Hello, Trevor,
There’s an intriguing meditation here on the long and complex relationship between humans and wheat. I can sense a powerful poem taking shape beneath the surface of these musings.
That said, I think the poem might benefit from a bit more focus, fewer generalities, and some reorganization. At times, it feels like it's skating over big ideas without anchoring them in specific, vivid moments. The closing stanza, for example, is conceptually interesting, but it leans toward telling rather than showing.

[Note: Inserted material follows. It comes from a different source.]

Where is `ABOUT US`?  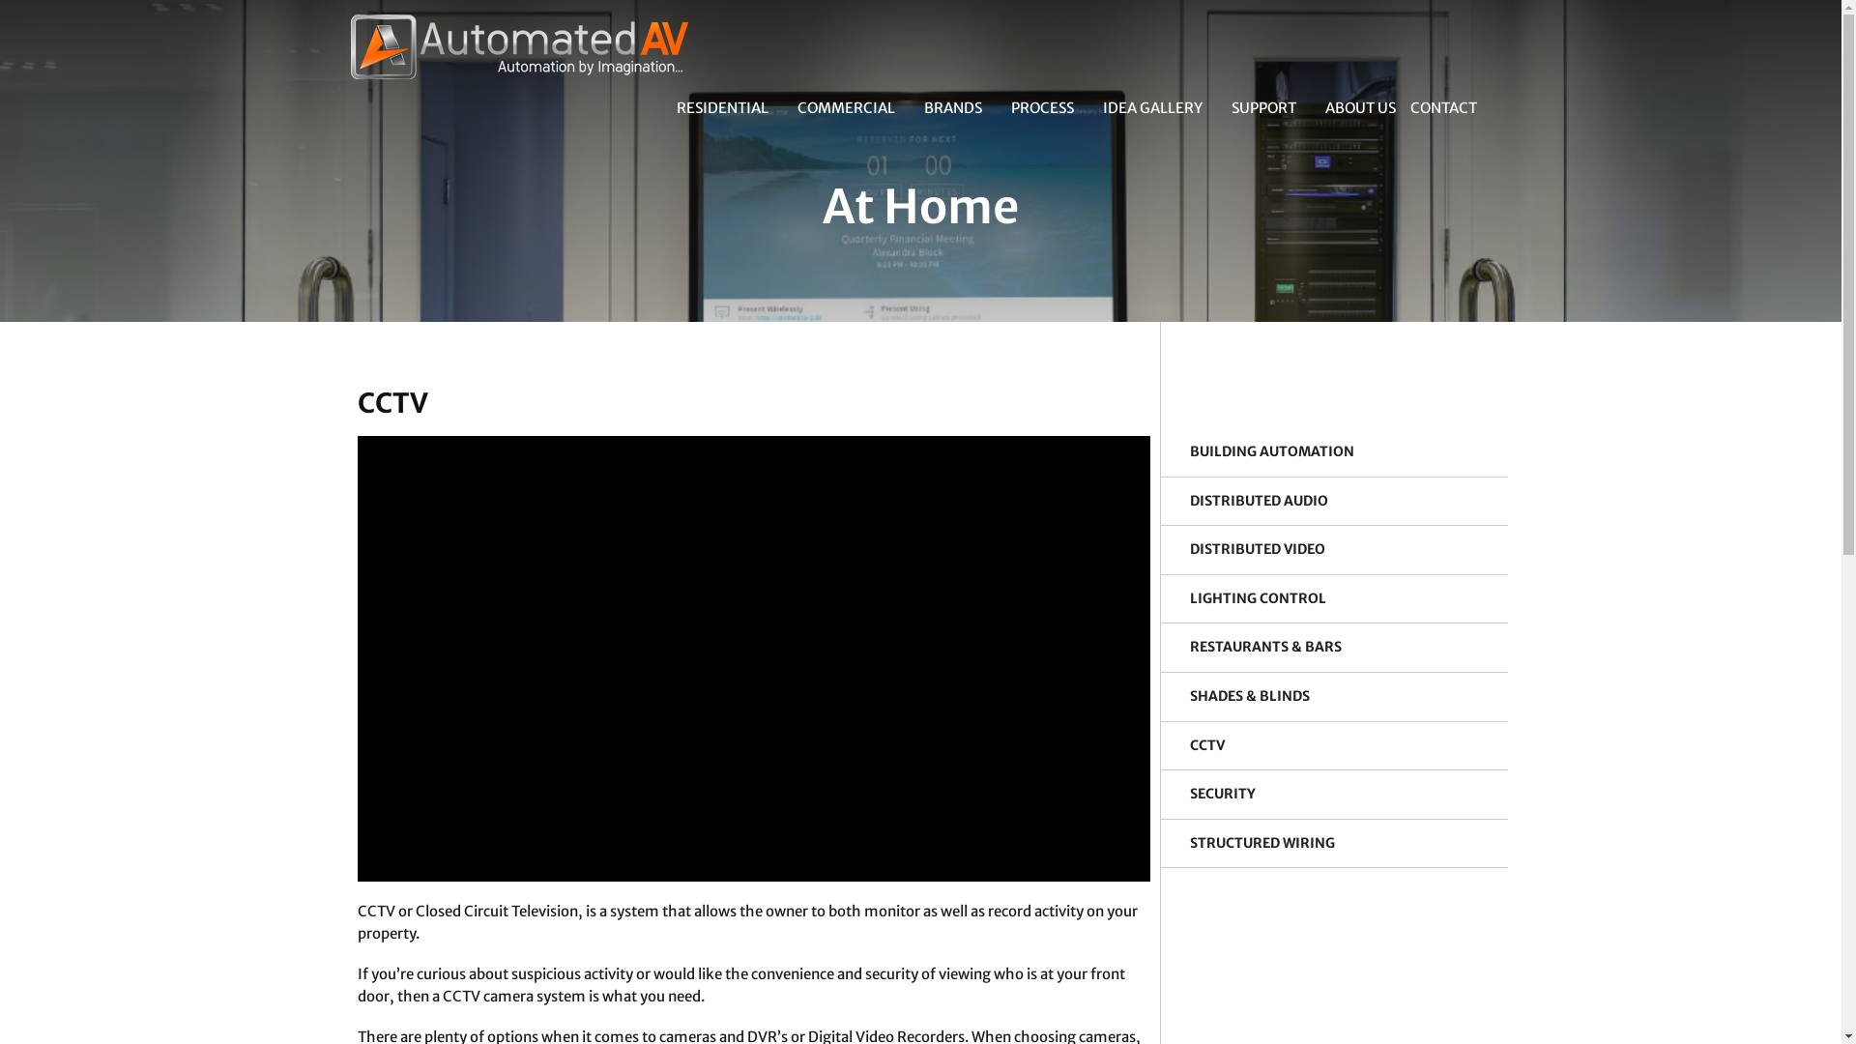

Just to illustrate the kind of tightening and reordering that might help clarify the arc, here’s a possible revision sketch based on what’s already here:
Once a slender face in the crowd
of countless stems waltzing in the wind,
a wild grass enamoured farmers
on a modest patch of the Middle East.
Enslaved, they levered weeds from soil,
plucked mucky stones from dead gestation.
Their shallow canals abolished its thirst,
and fences foiled fugitive rabbits.
Inheriting hernias and slipped discs,
the cold crippling of arthritis
punctuated the bones of those
who tended fields until their bodies failed.
They traded a life on foot to settle,
to stay put and roam their meadows,
mastering wheat with baskets and blades,
blind to how it mastered them.
This version aims to foreground the historical progression and ironies more clearly while maintaining your overall voice and tone.
Hope you find something useful heres!